The Cavalier team (University of Virginia) won first place, making it the first time that a U.S. team has won this award. During the final lap, they reached a maximum speed of 184 mph, which is a world record for the IAC competition. According to Dr. Madhur Behl, an Associate Professor of Computer Science and the project lead: “This competition is fundamentally a “battle of algorithms.” All the cars are nearly identical in hardware-sensors, chassis, engine, onboard computer. Winning comes down to building a superior AI driver that can push the boundaries of perception, planning, and control, operating right at the edge of what’s possible.
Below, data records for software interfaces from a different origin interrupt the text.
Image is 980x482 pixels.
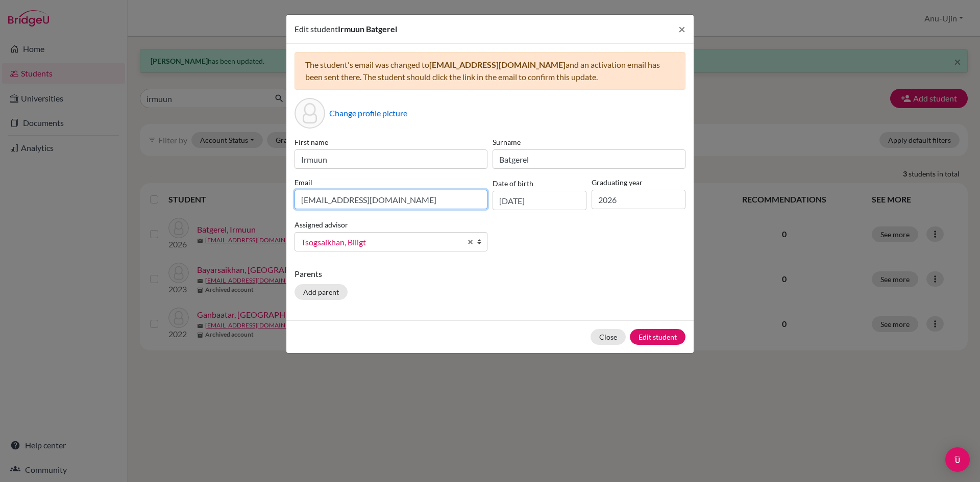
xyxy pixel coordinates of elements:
[678,22,685,36] span: ×
[295,284,348,300] button: Add parent
[493,136,685,148] label: Surname
[493,191,587,210] input: dd/mm/yyyy
[295,268,685,280] p: Parents
[295,220,348,230] label: Assigned advisor
[670,15,694,43] button: Close
[295,177,487,187] label: Email
[295,24,338,34] span: Edit student
[630,329,685,345] button: Edit student
[429,59,566,69] span: [EMAIL_ADDRESS][DOMAIN_NAME]
[338,24,397,34] span: Irmuun Batgerel
[301,236,461,249] span: Tsogsaikhan, Biligt
[295,136,487,148] label: First name
[295,98,325,129] div: Profile picture
[592,177,685,187] label: Graduating year
[945,447,969,472] div: Open Intercom Messenger
[493,178,533,189] label: Date of birth
[591,329,626,345] button: Close
[295,52,685,90] div: The student's email was changed to and an activation email has been sent there. The student shoul...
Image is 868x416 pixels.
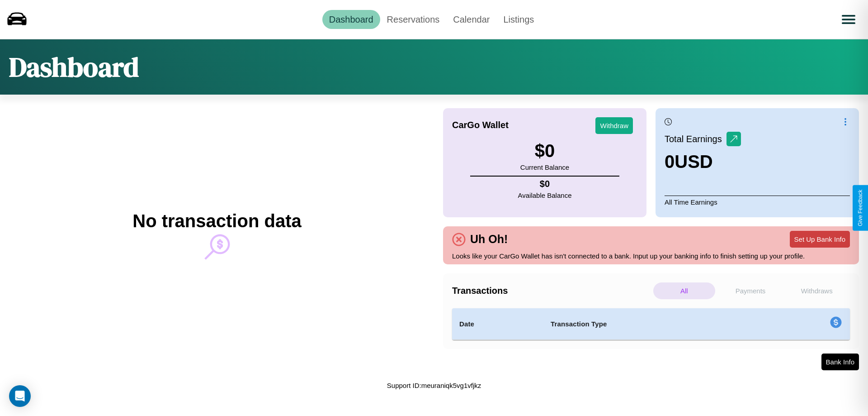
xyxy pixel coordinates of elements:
[596,117,633,134] button: Withdraw
[132,211,301,231] h2: No transaction data
[821,353,859,370] button: Bank Info
[550,319,756,330] h4: Transaction Type
[789,231,850,248] button: Set Up Bank Info
[497,10,540,29] a: Listings
[653,282,715,299] p: All
[520,141,569,161] h3: $ 0
[518,189,572,201] p: Available Balance
[322,10,380,29] a: Dashboard
[459,319,536,330] h4: Date
[452,120,508,130] h4: CarGo Wallet
[665,131,726,147] p: Total Earnings
[836,7,861,32] button: Open menu
[452,250,850,262] p: Looks like your CarGo Wallet has isn't connected to a bank. Input up your banking info to finish ...
[520,161,569,173] p: Current Balance
[380,10,447,29] a: Reservations
[446,10,497,29] a: Calendar
[9,48,139,86] h1: Dashboard
[785,282,848,299] p: Withdraws
[452,308,850,340] table: simple table
[665,152,741,172] h3: 0 USD
[665,196,850,208] p: All Time Earnings
[387,379,481,391] p: Support ID: meuraniqk5vg1vfjkz
[518,178,572,189] h4: $ 0
[719,282,782,299] p: Payments
[857,189,863,226] div: Give Feedback
[466,232,512,245] h4: Uh Oh!
[452,285,651,296] h4: Transactions
[9,385,30,407] div: Open Intercom Messenger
Latency is a critical issue and requires innovation and system designs that are fast, robust and predictive”.
The Passing Competition
Six teams participated, based on previously meeting qualifications during trials and then seeded by the results of the speed competition.
Although TUM would have been one of the competitors, the crash during the speed competition made the vehicle unusable. As a result, 5 teams competed. The weather had gotten cooler and strong wind gusts started (24 mph).
AI Racing Tech and Unimore went first, with the latter attacking (behind). During the third lap after exiting the sharp turn on the oval track, Unimore was able to overtake AI Racing Tech, at a speed of 120 mph. AI Racing Tech tried to pass in the fourth lap, but a breakdown occurred, possibly due to loss of GPS signal (faulty wire?), causing a loss of localization. Unimore was declared the winner.
After the clean-up and towing of the AI Racing Tech car, PolyMove-MSU went next against KAIST. Polymove-MSU as the attacker vehicle passed KAIST in the second lap. After this, KAIST seemed to slow down, inexplicably. They never really tried to regain the lead, possibly because the software just did not have the confidence to power ahead.
It was Cavalier Racing and Unimore next, and this was an intense competition, with each team passing the other multiple times. The unexpected happened. A bird (yes, a bird!) hit the Cavalier car camera which was moving at 120 mph and in the lead, throwing debris on the track (Tesla CyberTruck to the rescue again). This caused the vehicle to stop, handing Unimore the victory.
Excitement and emotions ran high as the all-Italian final between PoliMOVE-MSU and Unimore commenced. The competition was intense with multiple passes by each team, and increasing speeds of up to 170 mph. During the sixth lap, PoliMOVE-MSU took the lead, and Unimore could not pass. PoliMOVE-MSU was declared the winner.
An event where robotic racecars compete on a closed racetrack seems boring. But as this IAC event demonstrated, this is far from the case. From the 150 people competing on the 9 teams to the 1500 high school STEM and other spectators, the human element was intense. Unfortunately, 3 cars were damaged and a bird probably injured. From excitement and exhilaration, to surprises and disappointments, human drama was on display for the roughly 6 hours of the competition. Interestingly, there were no screaming matches between teammates. The camaraderie between competing teams was inspiring – during victory, defeat and accidents.
The impact of the competition on developing a talent pool for autonomy, exciting young STEM students to enter the field, engaging government entities and spectators to celebrate the event was spectacular. A perfect fusion of great hardware, cold blooded AI and warm blooded human emotions.
The lessons learned from the race in terms of developing agile and adaptive autonomous systems have significant implications for terrestrial transportation (Tesla FSD anyone !), as well as other domains like outer space, underwater and aerospace environment.